I wonder if it's because I am getting too old to understand the instructions that these youngsters are putting on all the internet sites, or if it's because they are all concerning PCs and I am used to Macs, but trying to play emulators on my PSP is really, really confusing me. 

Edit: Holy Fucking Shit! I got it working! I'm playing Mario on my PSP! Emulators FTW!!!111 

Hokusai

Horrible weather today; cold, windy and lots of chubby rain. Instead of going to some temple as me and the Eri had planned, we decided to go to the Hokusai exhibition at the Edo Tokyo Museum. The exhibition centres on the relationship between the famous painter (probably responsible for the modern Japanese fetish of tentacle sex) and the German physician, Philipp Franz von Siebold, who was the resident doctor on the Dutch colony on the artificial island of Deshima, off the coast of Nagasaki, at the time, the only place where foreigners were allowed in Japan, during its closed-country period. Though the story of how their relationship seems rather unclear, von Siebold came into possession of some of Hokusai's paintings, which formed the basis of the exhibition, although many of Hokusai's most famous paintings were also included, like The Great Wave Off Kanagawa, and Red Fuji, both from his series of the 36 Views of Mount Fuji. The thing that was most interesting for me about these, and indeed all the most famous of his paintings, was how small they were.
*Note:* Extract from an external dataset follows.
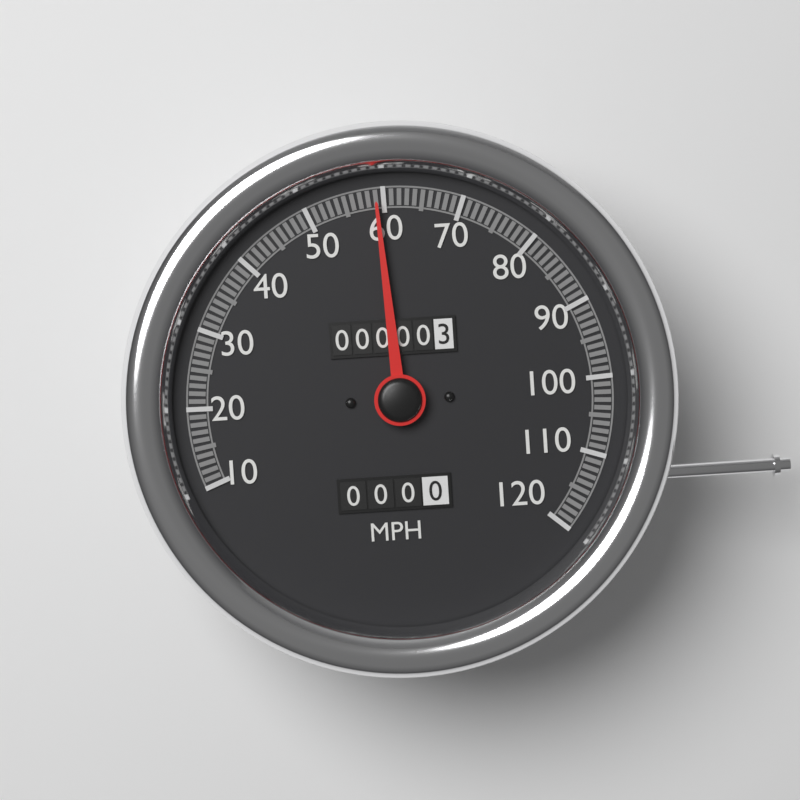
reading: 59 MPH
Having seen massive enlargements of thee paintings as posters in Athena and on TV, and having seen so many western paintings in galleries, I was expecting these to be of a similar size. It was a little strange to find out that both are really quite tiny, less than an A4 sheet of paper. The fact that they are so small makes the level of detail all the more impressive. One thing that did somewhat ruin some of them was that the ones that were owned by the national museum in France had massive "Owned By The National Museum of France" stamps all over them. What kind of idiot would put a bloody massive red stamp in the middle of a masterpiece? A mustachioed, beret-wearing, onion-selling one apparently. There were a lot of other really beautiful paintings that were less famous but no less impressive. I particularly liked the painting of Ama, (female divers), which looks like something from a nightmare, and Eri was a big fan of his 53 Stations of Tokaido, as there was (a little unbelievably) a Famicon (NES) game of it that she played as a kid - I think that that's probably the best reason I've ever heard for the appreciation of the works of a great master!